Sithu Aung Myint, whose political commentary appears in the magazine Frontier Myanmar and radio Voice Of America, and Htet Htet Khine, who presents a programme called “Khan Sar Kyi” (Burmese for “Feel it”) for BBC Media Action, were arrested at the Bahan Township apartment where they had been hiding.
Their arrest was reported by exile media outlets on 19 August. The two journalists have had not access to a lawyer since their arrest.
“The arrest of Sithu Aung Myint and Htet Htet Khine is all the more unacceptable because they are being held incommunicado in violation of all the most elementary international laws,” said Daniel Bastard, the head of RSF’s Asia-Pacific desk. “We strongly condemn the arbitrary conditions of their detention, which reflect the brutality with which the military junta treats journalists.”
Sithu Aung Myint was one of the many journalists on a junta blacklist whose existence RSF reported in April. As such, he was wanted under section 505(a) of the penal code, which penalises the dissemination of information contrary to the interests of the armed forces, among other “crimes.”
He and Htet Htet Khine have joined the 50 or so other journalists currently held in Myanmar’s prisons, of whom RSF is keeping a regular tally.
They were the first journalists to be arrested in nearly a month. Mya Wunn Yan, the editor-in-chief of the local news agency Lwin Thway Chinn, was arrested by police in the eastern state of Shan on 20 July and has been held ever since.
At the end of July, RSF published a timeline of all the measures taken by the military to crush press freedom in Myanmar in the first six months after seizing power in a coup d’état on 1 February.
Myanmar is currently ranked 140th out of 180 countries in RSF’s World Press Freedom Index.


→ PROBLEM STATEMENT
Collect every line in the records below that contains the word "bars".

→ Source data
▬▬▬
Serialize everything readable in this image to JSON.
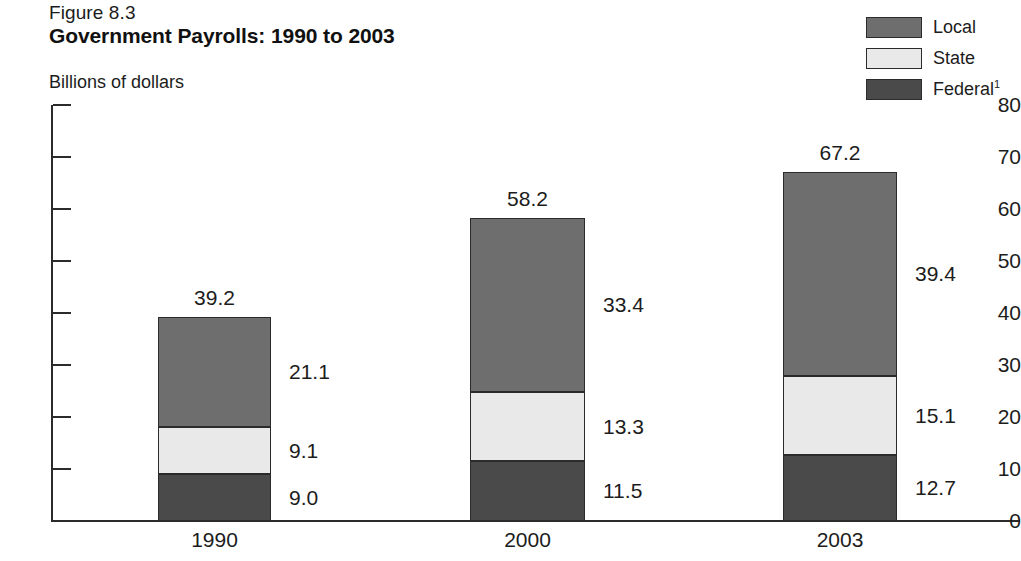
{
  "figure": {
    "label": "Figure 8.3",
    "title": "Government Payrolls: 1990 to 2003",
    "unit_label": "Billions of dollars"
  },
  "legend": {
    "items": [
      {
        "label": "Local",
        "color": "#6e6e6e",
        "footnote": ""
      },
      {
        "label": "State",
        "color": "#e9e9e9",
        "footnote": ""
      },
      {
        "label": "Federal",
        "color": "#4a4a4a",
        "footnote": "1"
      }
    ]
  },
  "axis": {
    "y_ticks": [
      "80",
      "70",
      "60",
      "50",
      "40",
      "30",
      "20",
      "10",
      "0"
    ],
    "x_labels": [
      "1990",
      "2000",
      "2003"
    ]
  },
  "bars": [
    {
      "category": "1990",
      "total": "39.2",
      "segments": [
        {
          "name": "Local",
          "value": "21.1"
        },
        {
          "name": "State",
          "value": "9.1"
        },
        {
          "name": "Federal",
          "value": "9.0"
        }
      ]
    },
    {
      "category": "2000",
      "total": "58.2",
      "segments": [
        {
          "name": "Local",
          "value": "33.4"
        },
        {
          "name": "State",
          "value": "13.3"
        },
        {
          "name": "Federal",
          "value": "11.5"
        }
      ]
    },
    {
      "category": "2003",
      "total": "67.2",
      "segments": [
        {
          "name": "Local",
          "value": "39.4"
        },
        {
          "name": "State",
          "value": "15.1"
        },
        {
          "name": "Federal",
          "value": "12.7"
        }
      ]
    }
  ],
  "chart_data": {
    "type": "bar",
    "subtype": "stacked-vertical",
    "title": "Government Payrolls: 1990 to 2003",
    "subtitle": "Figure 8.3",
    "xlabel": "",
    "ylabel": "Billions of dollars",
    "ylim": [
      0,
      80
    ],
    "ytick_step": 10,
    "yticks": [
      0,
      10,
      20,
      30,
      40,
      50,
      60,
      70,
      80
    ],
    "grid": false,
    "legend_position": "top-right",
    "categories": [
      "1990",
      "2000",
      "2003"
    ],
    "series": [
      {
        "name": "Federal",
        "values": [
          9.0,
          11.5,
          12.7
        ],
        "color": "#4a4a4a"
      },
      {
        "name": "State",
        "values": [
          9.1,
          13.3,
          15.1
        ],
        "color": "#e9e9e9"
      },
      {
        "name": "Local",
        "values": [
          21.1,
          33.4,
          39.4
        ],
        "color": "#6e6e6e"
      }
    ],
    "totals": [
      39.2,
      58.2,
      67.2
    ],
    "footnote_marker": "1",
    "units": "billions of dollars"
  }
}
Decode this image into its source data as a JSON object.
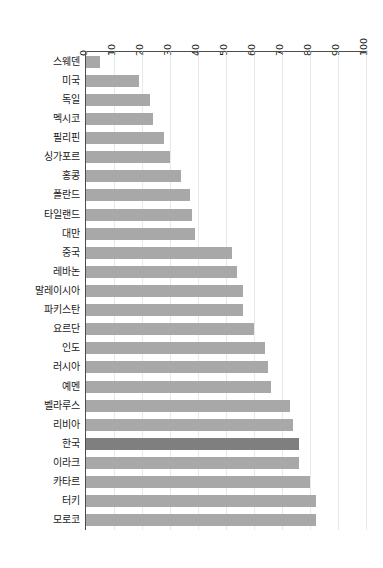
{
  "chart_data": {
    "type": "bar",
    "orientation": "horizontal",
    "title": "",
    "subtitle": "",
    "xlabel": "",
    "ylabel": "",
    "xlim": [
      0,
      100
    ],
    "xticks": [
      0,
      10,
      20,
      30,
      40,
      50,
      60,
      70,
      80,
      90,
      100
    ],
    "xtick_labels": [
      "0",
      "10",
      "20",
      "30",
      "40",
      "50",
      "60",
      "70",
      "80",
      "90",
      "100"
    ],
    "grid": true,
    "legend": null,
    "categories": [
      "스웨덴",
      "미국",
      "독일",
      "멕시코",
      "필리핀",
      "싱가포르",
      "홍콩",
      "폴란드",
      "타일랜드",
      "대만",
      "중국",
      "레바논",
      "말레이시아",
      "파키스탄",
      "요르단",
      "인도",
      "러시아",
      "예멘",
      "벨라루스",
      "리비아",
      "한국",
      "이라크",
      "카타르",
      "터키",
      "모로코"
    ],
    "values": [
      5,
      19,
      23,
      24,
      28,
      30,
      34,
      37,
      38,
      39,
      52,
      54,
      56,
      56,
      60,
      64,
      65,
      66,
      73,
      74,
      76,
      76,
      80,
      82,
      82
    ],
    "series_name": "",
    "bar_color": "#a8a8a8",
    "highlight_color": "#7f7f7f",
    "highlighted_categories": [
      "한국"
    ],
    "axis_color": "#4d4d4d",
    "gridline_color": "#e8e8e8",
    "background_color": "#ffffff",
    "xtick_label_rotation": "90"
  }
}
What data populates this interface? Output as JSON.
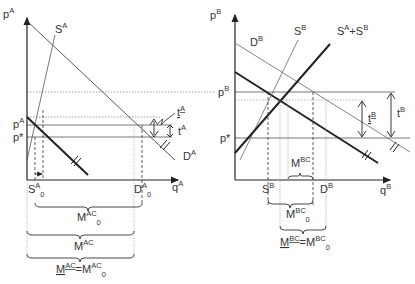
{
  "panel_a": {
    "axis_y": "p",
    "axis_y_sup": "A",
    "axis_x": "q",
    "axis_x_sup": "A",
    "supply": "S",
    "supply_sup": "A",
    "demand": "D",
    "demand_sup": "A",
    "price_local": "p",
    "price_local_sup": "A",
    "price_world": "p*",
    "tariff": "t",
    "tariff_sup": "A",
    "tariff_min": "t",
    "tariff_min_sup": "A",
    "supply_q": "S",
    "supply_q_sup": "A",
    "supply_q_sub": "0",
    "demand_q": "D",
    "demand_q_sup": "A",
    "demand_q_sub": "0",
    "imports0": "M",
    "imports0_sup": "AC",
    "imports0_sub": "0",
    "imports": "M",
    "imports_sup": "AC",
    "eq_lhs": "M",
    "eq_lhs_sup": "AC",
    "eq_eq": "=",
    "eq_rhs": "M",
    "eq_rhs_sup": "AC",
    "eq_rhs_sub": "0"
  },
  "panel_b": {
    "axis_y": "p",
    "axis_y_sup": "B",
    "axis_x": "q",
    "axis_x_sup": "B",
    "supply": "S",
    "supply_sup": "B",
    "agg_supply": "S",
    "agg_supply_sup1": "A",
    "agg_supply_plus": "+S",
    "agg_supply_sup2": "B",
    "demand": "D",
    "demand_sup": "B",
    "price_local": "p",
    "price_local_sup": "B",
    "price_world": "p*",
    "tariff": "t",
    "tariff_sup": "B",
    "tariff_min": "t",
    "tariff_min_sup": "B",
    "supply_q": "S",
    "supply_q_sup": "B",
    "demand_q": "D",
    "demand_q_sup": "B",
    "imports": "M",
    "imports_sup": "BC",
    "imports0": "M",
    "imports0_sup": "BC",
    "imports0_sub": "0",
    "eq_lhs": "M",
    "eq_lhs_sup": "BC",
    "eq_eq": "=",
    "eq_rhs": "M",
    "eq_rhs_sup": "BC",
    "eq_rhs_sub": "0"
  }
}
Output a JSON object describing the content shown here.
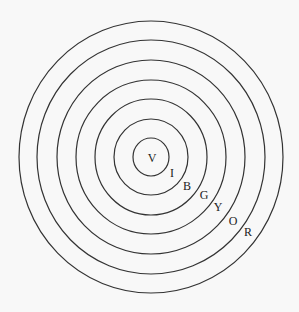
{
  "diagram": {
    "title": "",
    "center": {
      "x": 151,
      "y": 157
    },
    "rings": [
      {
        "name": "violet",
        "rx": 18,
        "ry": 19
      },
      {
        "name": "indigo",
        "rx": 37,
        "ry": 38
      },
      {
        "name": "blue",
        "rx": 56,
        "ry": 58
      },
      {
        "name": "green",
        "rx": 75,
        "ry": 77
      },
      {
        "name": "yellow",
        "rx": 94,
        "ry": 97
      },
      {
        "name": "orange",
        "rx": 114,
        "ry": 117
      },
      {
        "name": "red",
        "rx": 132,
        "ry": 136
      }
    ],
    "labels": [
      {
        "text": "V",
        "x": 152,
        "y": 159
      },
      {
        "text": "I",
        "x": 172,
        "y": 174
      },
      {
        "text": "B",
        "x": 187,
        "y": 187
      },
      {
        "text": "G",
        "x": 204,
        "y": 196
      },
      {
        "text": "Y",
        "x": 218,
        "y": 208
      },
      {
        "text": "O",
        "x": 233,
        "y": 222
      },
      {
        "text": "R",
        "x": 248,
        "y": 233
      }
    ],
    "stroke_color": "#333333",
    "background_color": "#f8f8f8"
  }
}
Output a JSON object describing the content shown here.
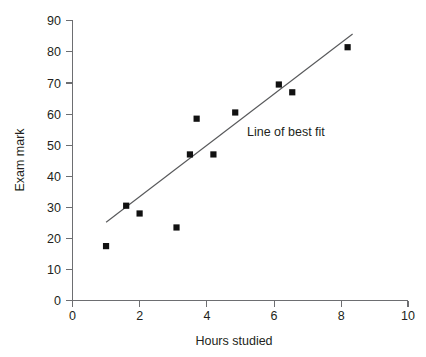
{
  "chart_data": {
    "type": "scatter",
    "title": "",
    "xlabel": "Hours studied",
    "ylabel": "Exam mark",
    "xlim": [
      0,
      10
    ],
    "ylim": [
      0,
      90
    ],
    "xticks": [
      0,
      2,
      4,
      6,
      8,
      10
    ],
    "yticks": [
      0,
      10,
      20,
      30,
      40,
      50,
      60,
      70,
      80,
      90
    ],
    "xtick_labels": [
      "0",
      "2",
      "4",
      "6",
      "8",
      "10"
    ],
    "ytick_labels": [
      "0",
      "10",
      "20",
      "30",
      "40",
      "50",
      "60",
      "70",
      "80",
      "90"
    ],
    "grid": false,
    "legend": "none",
    "marker": "square",
    "marker_color": "#111111",
    "points": [
      {
        "x": 1.0,
        "y": 17.5
      },
      {
        "x": 1.6,
        "y": 30.5
      },
      {
        "x": 2.0,
        "y": 28.0
      },
      {
        "x": 3.1,
        "y": 23.5
      },
      {
        "x": 3.5,
        "y": 47.0
      },
      {
        "x": 3.7,
        "y": 58.5
      },
      {
        "x": 4.2,
        "y": 47.0
      },
      {
        "x": 4.85,
        "y": 60.5
      },
      {
        "x": 6.15,
        "y": 69.5
      },
      {
        "x": 6.55,
        "y": 67.0
      },
      {
        "x": 8.2,
        "y": 81.5
      }
    ],
    "trendline": {
      "label": "Line of best fit",
      "x_start": 1.0,
      "y_start": 25.0,
      "x_end": 8.35,
      "y_end": 85.5,
      "color": "#58595b",
      "label_x": 5.2,
      "label_y": 54.0
    },
    "axis_color": "#6d6e71",
    "text_color": "#231f20"
  }
}
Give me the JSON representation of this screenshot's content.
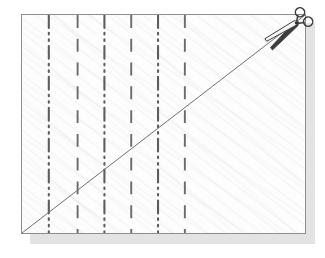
{
  "figure": {
    "background_color": "#ffffff",
    "sheet": {
      "fill_color": "#fdfdfd",
      "border_color": "#8d8d8d",
      "shadow_color": "#e3e3e3",
      "x": 21,
      "y": 14,
      "width": 285,
      "height": 220,
      "texture": "diagonal-paper-fibre"
    },
    "cut_line": {
      "label": "diagonal cut line",
      "color": "#6f6f6f",
      "width": 1,
      "from": {
        "x": 0,
        "y": 220
      },
      "to": {
        "x": 285,
        "y": 0
      }
    },
    "grid_lines": [
      {
        "id": 1,
        "x": 27,
        "style": "dash-dot-dot",
        "color": "#5d5d5d"
      },
      {
        "id": 2,
        "x": 56,
        "style": "dashed",
        "color": "#6a6a6a"
      },
      {
        "id": 3,
        "x": 83,
        "style": "dash-dot-dot",
        "color": "#5d5d5d"
      },
      {
        "id": 4,
        "x": 110,
        "style": "dashed",
        "color": "#6a6a6a"
      },
      {
        "id": 5,
        "x": 137,
        "style": "dash-dot-dot",
        "color": "#5d5d5d"
      },
      {
        "id": 6,
        "x": 164,
        "style": "dashed",
        "color": "#6a6a6a"
      }
    ],
    "scissors": {
      "icon": "scissors-icon",
      "label": "scissors cutting along the diagonal",
      "color": "#3a3a3a",
      "x": 268,
      "y": 10,
      "rotation_deg": -38
    }
  }
}
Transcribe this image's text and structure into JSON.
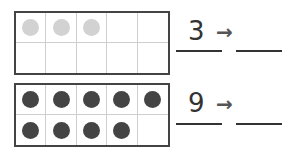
{
  "colors": {
    "filled_light": "#d2d2d2",
    "filled_dark": "#444444",
    "empty": "transparent"
  },
  "rows": [
    {
      "cells": [
        "light",
        "light",
        "light",
        "empty",
        "empty",
        "empty",
        "empty",
        "empty",
        "empty",
        "empty"
      ],
      "number": "3",
      "arrow": "→",
      "answer": ""
    },
    {
      "cells": [
        "dark",
        "dark",
        "dark",
        "dark",
        "dark",
        "dark",
        "dark",
        "dark",
        "dark",
        "empty"
      ],
      "number": "9",
      "arrow": "→",
      "answer": ""
    }
  ]
}
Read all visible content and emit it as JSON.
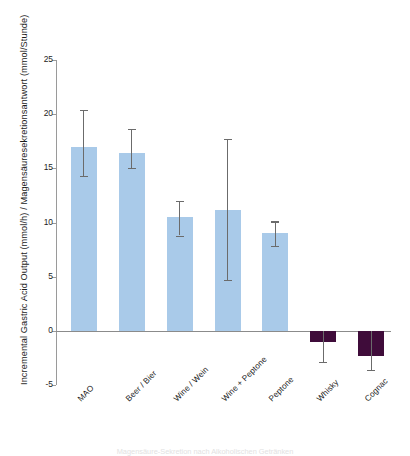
{
  "chart_data": {
    "type": "bar",
    "title": "",
    "xlabel": "",
    "ylabel": "Incremental Gastric Acid Output (mmol/h) / Magensäuresekretionsantwort (mmol/Stunde)",
    "ylim": [
      -5,
      25
    ],
    "yticks": [
      25,
      20,
      15,
      10,
      5,
      0,
      -5
    ],
    "ytick_labels": [
      "25",
      "20",
      "15",
      "10",
      "5",
      "0",
      "-5"
    ],
    "grid": false,
    "legend": "none",
    "categories": [
      "MAO",
      "Beer / Bier",
      "Wine / Wein",
      "Wine + Peptone",
      "Peptone",
      "Whisky",
      "Cognac"
    ],
    "values": [
      17.0,
      16.4,
      10.5,
      11.2,
      9.0,
      -1.0,
      -2.3
    ],
    "error_low": [
      14.3,
      15.0,
      8.8,
      4.7,
      7.8,
      -2.9,
      -3.6
    ],
    "error_high": [
      20.4,
      18.6,
      12.0,
      17.7,
      10.1,
      0.0,
      0.0
    ],
    "bar_colors": [
      "#a9cae9",
      "#a9cae9",
      "#a9cae9",
      "#a9cae9",
      "#a9cae9",
      "#3f0c3a",
      "#3f0c3a"
    ],
    "positive_color": "#a9cae9",
    "negative_color": "#3f0c3a",
    "error_color": "#6b6b6b",
    "axis_color": "#9a9a9a"
  },
  "footnote": "Magensäure-Sekretion nach Alkoholischen Getränken"
}
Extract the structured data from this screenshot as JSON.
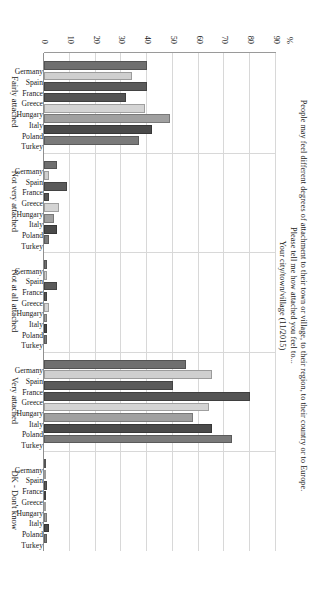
{
  "chart_data": {
    "type": "bar",
    "title_lines": [
      "People may feel different degrees of attachment to their town or village, to their region, to their country or to Europe.",
      "Please tell me how attached you feel to...",
      "Your city/town/village (11/2015)"
    ],
    "orientation": "vertical-bars-grouped",
    "ylabel": "%",
    "ylim": [
      0,
      90
    ],
    "yticks": [
      0,
      10,
      20,
      30,
      40,
      50,
      60,
      70,
      80,
      90
    ],
    "grid": true,
    "legend": "none",
    "categories": [
      "Germany",
      "Spain",
      "France",
      "Greece",
      "Hungary",
      "Italy",
      "Poland",
      "Turkey"
    ],
    "groups": [
      {
        "label": "Fairly attached",
        "values": [
          40,
          34,
          40,
          32,
          39,
          49,
          42,
          37
        ]
      },
      {
        "label": "Not very attached",
        "values": [
          5,
          2,
          9,
          2,
          6,
          4,
          5,
          2
        ]
      },
      {
        "label": "Not at all attached",
        "values": [
          1,
          1,
          5,
          1,
          2,
          1,
          1,
          1
        ]
      },
      {
        "label": "Very attached",
        "values": [
          55,
          65,
          50,
          80,
          64,
          58,
          65,
          73
        ]
      },
      {
        "label": "DK - Don't know",
        "values": [
          0,
          0,
          1,
          0,
          0,
          1,
          2,
          1
        ]
      }
    ],
    "series_colors": {
      "Germany": "#6f6f6f",
      "Spain": "#cfcfcf",
      "France": "#5a5a5a",
      "Greece": "#545454",
      "Hungary": "#d4d4d4",
      "Italy": "#a0a0a0",
      "Poland": "#4a4a4a",
      "Turkey": "#7a7a7a"
    },
    "axis_color": "#8f8f8f",
    "grid_color": "#d8d8d8"
  }
}
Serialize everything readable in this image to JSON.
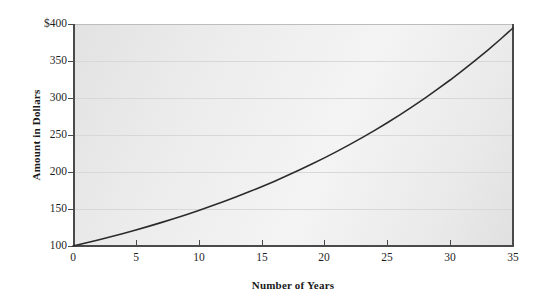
{
  "chart_data": {
    "type": "line",
    "title": "",
    "xlabel": "Number of Years",
    "ylabel": "Amount in Dollars",
    "xlim": [
      0,
      35
    ],
    "ylim": [
      100,
      400
    ],
    "grid": true,
    "legend": "none",
    "x_ticks": [
      "0",
      "5",
      "10",
      "15",
      "20",
      "25",
      "30",
      "35"
    ],
    "x_tick_values": [
      0,
      5,
      10,
      15,
      20,
      25,
      30,
      35
    ],
    "y_ticks": [
      "100",
      "150",
      "200",
      "250",
      "300",
      "350",
      "$400"
    ],
    "y_tick_values": [
      100,
      150,
      200,
      250,
      300,
      350,
      400
    ],
    "line_color": "#2b2b2b",
    "plot_background": "#ececec",
    "series": [
      {
        "name": "Compound growth",
        "x": [
          0,
          1,
          2,
          3,
          4,
          5,
          6,
          7,
          8,
          9,
          10,
          11,
          12,
          13,
          14,
          15,
          16,
          17,
          18,
          19,
          20,
          21,
          22,
          23,
          24,
          25,
          26,
          27,
          28,
          29,
          30,
          31,
          32,
          33,
          34,
          35
        ],
        "values": [
          100,
          104,
          108.2,
          112.5,
          117,
          121.7,
          126.5,
          131.6,
          136.9,
          142.3,
          148,
          153.9,
          160.1,
          166.5,
          173.2,
          180.1,
          187.3,
          194.8,
          202.6,
          210.7,
          219.1,
          227.9,
          237,
          246.5,
          256.3,
          266.6,
          277.2,
          288.3,
          299.9,
          311.9,
          324.3,
          337.3,
          350.8,
          364.8,
          379.4,
          394.6
        ]
      }
    ]
  },
  "axes": {
    "y_title": "Amount in Dollars",
    "x_title": "Number of Years"
  }
}
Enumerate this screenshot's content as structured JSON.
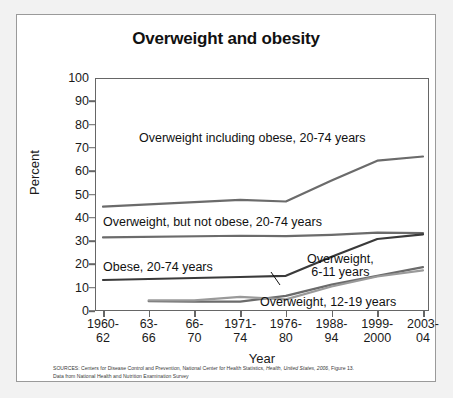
{
  "figure": {
    "title": "Overweight and obesity",
    "source_line_1_prefix": "SOURCES: Centers for Disease Control and Prevention, National Center for Health Statistics, ",
    "source_line_1_italic": "Health, United States, 2006",
    "source_line_1_suffix": ", Figure 13.",
    "source_line_2": "Data from National Health and Nutrition Examination Survey"
  },
  "chart_data": {
    "type": "line",
    "title": "Overweight and obesity",
    "xlabel": "Year",
    "ylabel": "Percent",
    "ylim": [
      0,
      100
    ],
    "ytick_step": 10,
    "yticks": [
      0,
      10,
      20,
      30,
      40,
      50,
      60,
      70,
      80,
      90,
      100
    ],
    "grid": false,
    "legend_position": "inline-annotations",
    "categories": [
      "1960-62",
      "63-66",
      "66-70",
      "1971-74",
      "1976-80",
      "1988-94",
      "1999-2000",
      "2003-04"
    ],
    "category_lines": [
      [
        "1960-",
        "62"
      ],
      [
        "63-",
        "66"
      ],
      [
        "66-",
        "70"
      ],
      [
        "1971-",
        "74"
      ],
      [
        "1976-",
        "80"
      ],
      [
        "1988-",
        "94"
      ],
      [
        "1999-",
        "2000"
      ],
      [
        "2003-",
        "04"
      ]
    ],
    "series": [
      {
        "name": "Overweight including obese, 20-74 years",
        "color": "#6b6b6b",
        "values": [
          44.8,
          null,
          null,
          47.7,
          47.0,
          56.0,
          64.5,
          66.3
        ]
      },
      {
        "name": "Overweight, but not obese, 20-74 years",
        "color": "#6b6b6b",
        "values": [
          31.6,
          null,
          null,
          32.3,
          32.1,
          32.7,
          33.6,
          33.4
        ]
      },
      {
        "name": "Obese, 20-74 years",
        "color": "#3a3a3a",
        "values": [
          13.3,
          null,
          null,
          14.6,
          15.1,
          23.3,
          30.9,
          32.9
        ]
      },
      {
        "name": "Overweight, 6-11 years",
        "color": "#6b6b6b",
        "values": [
          null,
          4.2,
          4.0,
          4.0,
          6.5,
          11.3,
          15.1,
          18.8
        ]
      },
      {
        "name": "Overweight, 12-19 years",
        "color": "#9a9a9a",
        "values": [
          null,
          4.6,
          4.6,
          6.1,
          5.0,
          10.5,
          14.8,
          17.4
        ]
      }
    ],
    "annotations": [
      {
        "text": "Overweight including obese, 20-74 years",
        "x_px": 122,
        "y_px": 117
      },
      {
        "text": "Overweight, but not obese, 20-74 years",
        "x_px": 86,
        "y_px": 201
      },
      {
        "text": "Obese, 20-74 years",
        "x_px": 86,
        "y_px": 246
      },
      {
        "text_line1": "Overweight,",
        "text_line2": "6-11 years",
        "x_px": 290,
        "y_px": 238
      },
      {
        "text": "Overweight, 12-19 years",
        "x_px": 243,
        "y_px": 281
      }
    ]
  }
}
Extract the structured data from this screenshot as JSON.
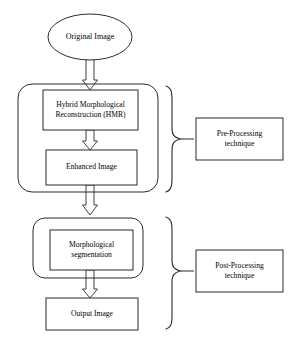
▬▬▬
→ EXPECTED ANSWER
  "bars": [
    "orientation": "vertical-bars-grouped",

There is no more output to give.